Cover star Vladek Sheybal relaxes in front of the original Rorschach poetry blots

Rorschach Poetry

The Silk Society

Cemental Health Records EEG50

Recorded on:
PC (AWE32 and Roland SCD-15 daughterboard) and PortaStudio (Tascam 244)


The birds and the bees are all fucking in the trees
They don’t care about disease or social stigma
They neither sow nor reap, they just go buzz and cheep,
And whence come all those sheep? – it’s an enigma

The drone turns aside and he lights a Park Drive
And says, well, did that move the hive, my honey baby?
His queen eyes the dawn, and she stifles a yawn,
And to stop him droning on, she mumbles, "Maybe"

And I all the while, the sole unbusy thing,
Just sit here on my arse and sing

The bees and the birds are too sensuous for words
I mutter envious "merdes" into my gardening glove
I pray pretty, pretty, please, while inside my dungarees
A pair of educated fleas make torrid love


TRACK LISTING


Joseph Rankspettle III reviews Rorschach Poetry*

Once in a lifetime comes an album that makes the likes of Radiohead's OK Computer drown in its own shit. Rorschach Poetry is that album. Frankly, if you haven't already bought it, you might as well buy a gun instead and shoot your worthless brains out.

Some readers will already be familiar with the oeuvre of Cemental Health Records. It's a majestic edifice of a label, one to make Creation quake in its boots and EMI dance around like a girl. However, CHealth's previous output is a mere pimple to the moist, rufous boil that is Rorschach Poetry. Shutters has teamed up with international playboiy and saviour of British theatre Richard Hurst, and the result is the most important album of 1998. Or any year. Yes, really.

I could spend all night dissecting each track, for there are layers and layers of Rousseauvian meaning here, but let's confine ourselves to a few standouts.

Surfing 'n' Drugs opens with that gorgeously tinny drum machine that has become the duo's trademark, then blossoms like a ronking orchid into the song that The Beach Boys would have written if they weren't utter crap.

I'd like to say something profound about I Don't Care To Think About You, but to recall even a single chord of this saddest of songs reduces me to tears, so I won't. Let's move on.

"I've got this thing about benches," croons the Captain Queeg of Pop as Side Two opens. And by the end of this song - an insidious mantra concerning shagging on outdoor furniture - so do we all. It's a singalong number for the Pinter generation, and quite, quite brilliant.

Inevitably, there's been a nod to the heartless world of commercial pop, and last year's stormer The Birds And The Bees is included here for the faithful. But wait! What's this, kids? Could it be a new arrangement? Prepare to be traumatised as the fuck-me-blind guitar aggro of the original is bent over a table and given a right old seeing-to. The result is Murph and the Magitones on extremely bad drugs. Yup, that good.

But let the hush descend for a moment, for we are approaching the nub, the pivot, the swivelling apotheosis of this monumental work of art.

Some Days is, simply, a masterpiece. Stairway To Heaven? Forget it. Champagne Supernova? Don't make me laugh. A Day In The Life? Suck my cock.

If you want grandeur, if you want sweep and scale, if you want a track that kisses your stereo on that sensitive bit at the back of the aerial, then runs its fingers all the way down the amplifier, offers a single red rose, a glass of champagne and a mint-flavoured condom with one hand while gently, gently flicking the Eject button with the other, then Some Days is the one for you. At 10 minutes and 21 seconds, it's even longer than the previous sentence. I hestitate even to call it a song. Instead, let us call it a post-apocalyptic epic to rival Brave New World in perspicacity and The Stand in sheer bloody length. The first few hours were agonising enough, but by the time the Silk boys began crooning about "the enzymes burning in the marble halls" [ENSIGNS, you deaf, sarky bastard! - I.S.], my ears were burrowing into my face, frantic for the comparative safety of my skull.

At which point, mercifully, the song ended.

Then it fucking started again!

A few weeks, a couple of tortured shrieks and a troglodyte choir later, I emerged - a torn, bleeding husk with an idiot smile the size of Belgium.

I was ready to quit, but wonder of wonders, I Don't Care To Think About You (slight return) tiptoed into the ether in a millennial Pet Shop Boys pure-pop-for-now-people kinda way and started me blubbing again.

Oh, God, I can't say any more. Buy this album. Even if you bought Do You Have A Younger Sister? and put a contract out on Shuttleworth the next day, buy it.

Buy it. Money's just paper, you know.

Peace and Love.

*This article was originally submitted to the NME, but they just laughed. It was transcribed by Paul Arendt, who, for the record, thought the album was "actually quite surprisingly not bad, in parts".


Sample backing tracks for download as Zipped MIDI files!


#### Work item
Reproduce the listing exactly, keeping every word as it is.

+--

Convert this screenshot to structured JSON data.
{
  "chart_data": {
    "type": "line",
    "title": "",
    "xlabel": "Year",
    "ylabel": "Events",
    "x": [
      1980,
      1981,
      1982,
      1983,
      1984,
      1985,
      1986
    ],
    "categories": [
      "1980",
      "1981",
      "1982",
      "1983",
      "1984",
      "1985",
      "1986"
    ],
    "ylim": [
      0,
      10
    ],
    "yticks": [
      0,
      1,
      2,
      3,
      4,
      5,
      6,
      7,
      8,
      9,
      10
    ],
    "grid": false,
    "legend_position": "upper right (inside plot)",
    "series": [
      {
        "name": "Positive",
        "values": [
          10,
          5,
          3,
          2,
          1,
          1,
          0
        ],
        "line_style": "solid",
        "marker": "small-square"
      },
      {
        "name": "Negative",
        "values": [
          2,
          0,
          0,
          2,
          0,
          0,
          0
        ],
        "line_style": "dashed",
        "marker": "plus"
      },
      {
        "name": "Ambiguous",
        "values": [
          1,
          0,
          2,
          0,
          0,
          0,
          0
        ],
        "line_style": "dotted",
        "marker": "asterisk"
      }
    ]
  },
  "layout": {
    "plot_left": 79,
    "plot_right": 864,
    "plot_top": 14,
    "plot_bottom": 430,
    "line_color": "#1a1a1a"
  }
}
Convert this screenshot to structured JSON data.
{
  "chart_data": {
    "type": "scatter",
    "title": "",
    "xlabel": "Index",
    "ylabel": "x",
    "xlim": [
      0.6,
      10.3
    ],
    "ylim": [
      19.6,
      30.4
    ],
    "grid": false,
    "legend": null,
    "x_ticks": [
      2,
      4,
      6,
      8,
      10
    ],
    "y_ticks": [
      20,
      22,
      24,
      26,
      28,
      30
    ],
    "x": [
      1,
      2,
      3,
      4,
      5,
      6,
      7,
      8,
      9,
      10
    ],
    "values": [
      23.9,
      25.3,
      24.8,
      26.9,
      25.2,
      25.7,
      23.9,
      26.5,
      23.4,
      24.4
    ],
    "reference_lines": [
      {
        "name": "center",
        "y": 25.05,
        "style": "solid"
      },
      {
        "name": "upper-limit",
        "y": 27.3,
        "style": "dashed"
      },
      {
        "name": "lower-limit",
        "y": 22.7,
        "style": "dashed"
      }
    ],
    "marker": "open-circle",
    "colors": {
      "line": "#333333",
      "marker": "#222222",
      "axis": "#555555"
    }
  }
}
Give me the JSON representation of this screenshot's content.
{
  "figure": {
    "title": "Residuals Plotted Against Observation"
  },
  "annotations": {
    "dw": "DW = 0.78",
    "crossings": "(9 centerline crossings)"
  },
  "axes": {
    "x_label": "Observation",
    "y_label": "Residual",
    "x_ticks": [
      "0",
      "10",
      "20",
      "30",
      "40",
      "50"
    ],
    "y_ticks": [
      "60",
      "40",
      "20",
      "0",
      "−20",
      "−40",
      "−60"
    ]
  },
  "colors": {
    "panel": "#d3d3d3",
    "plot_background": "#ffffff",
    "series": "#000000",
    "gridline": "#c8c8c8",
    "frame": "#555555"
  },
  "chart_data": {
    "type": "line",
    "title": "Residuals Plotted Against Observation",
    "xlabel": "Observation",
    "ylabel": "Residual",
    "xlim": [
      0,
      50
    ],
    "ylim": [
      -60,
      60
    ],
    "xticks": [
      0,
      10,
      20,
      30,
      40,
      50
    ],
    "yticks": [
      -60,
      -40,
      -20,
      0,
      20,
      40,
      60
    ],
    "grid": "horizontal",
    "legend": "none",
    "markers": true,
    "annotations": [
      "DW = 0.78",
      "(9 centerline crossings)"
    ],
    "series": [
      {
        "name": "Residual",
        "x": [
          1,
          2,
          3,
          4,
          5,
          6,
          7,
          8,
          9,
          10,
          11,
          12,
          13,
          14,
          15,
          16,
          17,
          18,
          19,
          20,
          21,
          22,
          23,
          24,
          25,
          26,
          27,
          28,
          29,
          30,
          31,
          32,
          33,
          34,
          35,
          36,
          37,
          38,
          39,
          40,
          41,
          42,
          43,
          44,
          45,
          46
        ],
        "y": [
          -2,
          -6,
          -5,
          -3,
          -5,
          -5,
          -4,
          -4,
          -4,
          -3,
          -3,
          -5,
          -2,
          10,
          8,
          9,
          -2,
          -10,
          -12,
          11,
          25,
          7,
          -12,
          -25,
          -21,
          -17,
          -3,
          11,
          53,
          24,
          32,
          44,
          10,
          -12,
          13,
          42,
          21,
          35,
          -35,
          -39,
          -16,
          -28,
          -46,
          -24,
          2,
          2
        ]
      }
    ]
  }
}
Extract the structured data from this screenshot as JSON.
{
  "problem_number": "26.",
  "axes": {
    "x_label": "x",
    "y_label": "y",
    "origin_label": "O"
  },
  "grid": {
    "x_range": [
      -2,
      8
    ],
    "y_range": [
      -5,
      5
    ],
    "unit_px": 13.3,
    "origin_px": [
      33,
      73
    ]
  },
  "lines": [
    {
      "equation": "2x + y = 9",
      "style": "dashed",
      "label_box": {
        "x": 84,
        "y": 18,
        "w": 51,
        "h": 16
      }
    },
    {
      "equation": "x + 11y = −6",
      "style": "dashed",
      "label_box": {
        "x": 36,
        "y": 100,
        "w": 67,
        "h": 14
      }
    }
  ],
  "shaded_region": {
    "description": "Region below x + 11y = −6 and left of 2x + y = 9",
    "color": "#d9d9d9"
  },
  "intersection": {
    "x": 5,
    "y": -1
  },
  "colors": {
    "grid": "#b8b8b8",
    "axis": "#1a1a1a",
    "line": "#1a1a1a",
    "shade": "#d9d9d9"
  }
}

+--

#### Task answer
Convert this screenshot to structured JSON data.
{
  "chart_data": {
    "type": "line",
    "title": "",
    "xlabel": "Year",
    "ylabel": "Events",
    "x": [
      1980,
      1981,
      1982,
      1983,
      1984,
      1985,
      1986
    ],
    "categories": [
      "1980",
      "1981",
      "1982",
      "1983",
      "1984",
      "1985",
      "1986"
    ],
    "ylim": [
      0,
      10
    ],
    "yticks": [
      0,
      1,
      2,
      3,
      4,
      5,
      6,
      7,
      8,
      9,
      10
    ],
    "grid": false,
    "legend_position": "upper right (inside plot)",
    "series": [
      {
        "name": "Positive",
        "values": [
          10,
          5,
          3,
          2,
          1,
          1,
          0
        ],
        "line_style": "solid",
        "marker": "small-square"
      },
      {
        "name": "Negative",
        "values": [
          2,
          0,
          0,
          2,
          0,
          0,
          0
        ],
        "line_style": "dashed",
        "marker": "plus"
      },
      {
        "name": "Ambiguous",
        "values": [
          1,
          0,
          2,
          0,
          0,
          0,
          0
        ],
        "line_style": "dotted",
        "marker": "asterisk"
      }
    ]
  },
  "layout": {
    "plot_left": 79,
    "plot_right": 864,
    "plot_top": 14,
    "plot_bottom": 430,
    "line_color": "#1a1a1a"
  }
}
Convert this screenshot to structured JSON data.
{
  "chart_data": {
    "type": "scatter",
    "title": "",
    "xlabel": "Index",
    "ylabel": "x",
    "xlim": [
      0.6,
      10.3
    ],
    "ylim": [
      19.6,
      30.4
    ],
    "grid": false,
    "legend": null,
    "x_ticks": [
      2,
      4,
      6,
      8,
      10
    ],
    "y_ticks": [
      20,
      22,
      24,
      26,
      28,
      30
    ],
    "x": [
      1,
      2,
      3,
      4,
      5,
      6,
      7,
      8,
      9,
      10
    ],
    "values": [
      23.9,
      25.3,
      24.8,
      26.9,
      25.2,
      25.7,
      23.9,
      26.5,
      23.4,
      24.4
    ],
    "reference_lines": [
      {
        "name": "center",
        "y": 25.05,
        "style": "solid"
      },
      {
        "name": "upper-limit",
        "y": 27.3,
        "style": "dashed"
      },
      {
        "name": "lower-limit",
        "y": 22.7,
        "style": "dashed"
      }
    ],
    "marker": "open-circle",
    "colors": {
      "line": "#333333",
      "marker": "#222222",
      "axis": "#555555"
    }
  }
}
Give me the JSON representation of this screenshot's content.
{
  "figure": {
    "title": "Residuals Plotted Against Observation"
  },
  "annotations": {
    "dw": "DW = 0.78",
    "crossings": "(9 centerline crossings)"
  },
  "axes": {
    "x_label": "Observation",
    "y_label": "Residual",
    "x_ticks": [
      "0",
      "10",
      "20",
      "30",
      "40",
      "50"
    ],
    "y_ticks": [
      "60",
      "40",
      "20",
      "0",
      "−20",
      "−40",
      "−60"
    ]
  },
  "colors": {
    "panel": "#d3d3d3",
    "plot_background": "#ffffff",
    "series": "#000000",
    "gridline": "#c8c8c8",
    "frame": "#555555"
  },
  "chart_data": {
    "type": "line",
    "title": "Residuals Plotted Against Observation",
    "xlabel": "Observation",
    "ylabel": "Residual",
    "xlim": [
      0,
      50
    ],
    "ylim": [
      -60,
      60
    ],
    "xticks": [
      0,
      10,
      20,
      30,
      40,
      50
    ],
    "yticks": [
      -60,
      -40,
      -20,
      0,
      20,
      40,
      60
    ],
    "grid": "horizontal",
    "legend": "none",
    "markers": true,
    "annotations": [
      "DW = 0.78",
      "(9 centerline crossings)"
    ],
    "series": [
      {
        "name": "Residual",
        "x": [
          1,
          2,
          3,
          4,
          5,
          6,
          7,
          8,
          9,
          10,
          11,
          12,
          13,
          14,
          15,
          16,
          17,
          18,
          19,
          20,
          21,
          22,
          23,
          24,
          25,
          26,
          27,
          28,
          29,
          30,
          31,
          32,
          33,
          34,
          35,
          36,
          37,
          38,
          39,
          40,
          41,
          42,
          43,
          44,
          45,
          46
        ],
        "y": [
          -2,
          -6,
          -5,
          -3,
          -5,
          -5,
          -4,
          -4,
          -4,
          -3,
          -3,
          -5,
          -2,
          10,
          8,
          9,
          -2,
          -10,
          -12,
          11,
          25,
          7,
          -12,
          -25,
          -21,
          -17,
          -3,
          11,
          53,
          24,
          32,
          44,
          10,
          -12,
          13,
          42,
          21,
          35,
          -35,
          -39,
          -16,
          -28,
          -46,
          -24,
          2,
          2
        ]
      }
    ]
  }
}
Extract the structured data from this screenshot as JSON.
{
  "problem_number": "26.",
  "axes": {
    "x_label": "x",
    "y_label": "y",
    "origin_label": "O"
  },
  "grid": {
    "x_range": [
      -2,
      8
    ],
    "y_range": [
      -5,
      5
    ],
    "unit_px": 13.3,
    "origin_px": [
      33,
      73
    ]
  },
  "lines": [
    {
      "equation": "2x + y = 9",
      "style": "dashed",
      "label_box": {
        "x": 84,
        "y": 18,
        "w": 51,
        "h": 16
      }
    },
    {
      "equation": "x + 11y = −6",
      "style": "dashed",
      "label_box": {
        "x": 36,
        "y": 100,
        "w": 67,
        "h": 14
      }
    }
  ],
  "shaded_region": {
    "description": "Region below x + 11y = −6 and left of 2x + y = 9",
    "color": "#d9d9d9"
  },
  "intersection": {
    "x": 5,
    "y": -1
  },
  "colors": {
    "grid": "#b8b8b8",
    "axis": "#1a1a1a",
    "line": "#1a1a1a",
    "shade": "#d9d9d9"
  }
}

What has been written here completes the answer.